> [What you are asked to do]: Whatever follows the line containing "What do you see at coordinates (923, 28)" in the listing below should be printed exactly, along with that line itself.
——————————
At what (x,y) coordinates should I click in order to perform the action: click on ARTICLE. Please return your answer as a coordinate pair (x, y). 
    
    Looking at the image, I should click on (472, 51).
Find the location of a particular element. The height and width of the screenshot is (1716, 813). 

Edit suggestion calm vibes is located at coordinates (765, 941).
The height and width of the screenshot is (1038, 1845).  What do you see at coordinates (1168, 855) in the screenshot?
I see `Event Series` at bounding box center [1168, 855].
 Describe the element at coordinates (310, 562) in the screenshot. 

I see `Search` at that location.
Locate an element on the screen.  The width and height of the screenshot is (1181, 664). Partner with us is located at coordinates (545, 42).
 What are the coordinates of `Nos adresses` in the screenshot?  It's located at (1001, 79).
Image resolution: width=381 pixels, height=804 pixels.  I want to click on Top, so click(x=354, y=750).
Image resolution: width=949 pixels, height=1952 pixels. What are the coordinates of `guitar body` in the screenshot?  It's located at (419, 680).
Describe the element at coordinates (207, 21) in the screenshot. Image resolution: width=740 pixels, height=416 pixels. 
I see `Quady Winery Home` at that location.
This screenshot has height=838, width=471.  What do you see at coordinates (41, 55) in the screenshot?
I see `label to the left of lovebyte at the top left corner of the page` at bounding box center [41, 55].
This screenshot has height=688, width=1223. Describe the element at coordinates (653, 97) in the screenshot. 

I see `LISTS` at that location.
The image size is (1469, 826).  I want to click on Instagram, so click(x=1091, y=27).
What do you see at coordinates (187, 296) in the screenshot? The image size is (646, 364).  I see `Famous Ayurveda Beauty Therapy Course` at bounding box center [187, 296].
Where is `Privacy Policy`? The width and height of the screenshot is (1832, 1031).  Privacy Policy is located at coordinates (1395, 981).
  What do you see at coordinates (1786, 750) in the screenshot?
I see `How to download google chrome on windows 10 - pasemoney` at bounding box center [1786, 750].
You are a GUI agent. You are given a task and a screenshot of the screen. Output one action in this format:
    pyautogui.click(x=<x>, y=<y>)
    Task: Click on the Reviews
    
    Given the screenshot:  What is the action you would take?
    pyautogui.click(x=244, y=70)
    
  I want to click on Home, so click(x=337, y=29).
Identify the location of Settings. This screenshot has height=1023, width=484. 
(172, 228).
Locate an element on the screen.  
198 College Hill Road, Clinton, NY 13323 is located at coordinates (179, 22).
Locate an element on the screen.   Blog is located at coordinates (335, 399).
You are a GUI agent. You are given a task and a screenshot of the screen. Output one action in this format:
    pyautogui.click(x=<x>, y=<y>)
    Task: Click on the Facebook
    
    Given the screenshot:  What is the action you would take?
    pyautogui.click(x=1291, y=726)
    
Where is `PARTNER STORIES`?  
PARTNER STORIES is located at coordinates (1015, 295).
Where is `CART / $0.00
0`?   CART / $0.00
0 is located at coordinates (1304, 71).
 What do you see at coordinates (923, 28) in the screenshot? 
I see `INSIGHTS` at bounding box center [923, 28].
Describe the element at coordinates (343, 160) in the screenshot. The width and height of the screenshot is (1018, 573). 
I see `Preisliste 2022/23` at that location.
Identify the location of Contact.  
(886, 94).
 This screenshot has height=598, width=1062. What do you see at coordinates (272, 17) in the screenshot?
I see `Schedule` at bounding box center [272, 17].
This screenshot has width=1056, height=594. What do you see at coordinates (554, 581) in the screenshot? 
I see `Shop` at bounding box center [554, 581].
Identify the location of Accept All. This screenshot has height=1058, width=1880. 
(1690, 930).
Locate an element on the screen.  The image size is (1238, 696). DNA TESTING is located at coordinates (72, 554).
——————————
> [Task result]:
 What do you see at coordinates (923, 28) in the screenshot? 
I see `INSIGHTS` at bounding box center [923, 28].
Describe the element at coordinates (343, 160) in the screenshot. The width and height of the screenshot is (1018, 573). 
I see `Preisliste 2022/23` at that location.
Identify the location of Contact.  
(886, 94).
 This screenshot has height=598, width=1062. What do you see at coordinates (272, 17) in the screenshot?
I see `Schedule` at bounding box center [272, 17].
This screenshot has width=1056, height=594. What do you see at coordinates (554, 581) in the screenshot? 
I see `Shop` at bounding box center [554, 581].
Identify the location of Accept All. This screenshot has height=1058, width=1880. 
(1690, 930).
Locate an element on the screen.  The image size is (1238, 696). DNA TESTING is located at coordinates (72, 554).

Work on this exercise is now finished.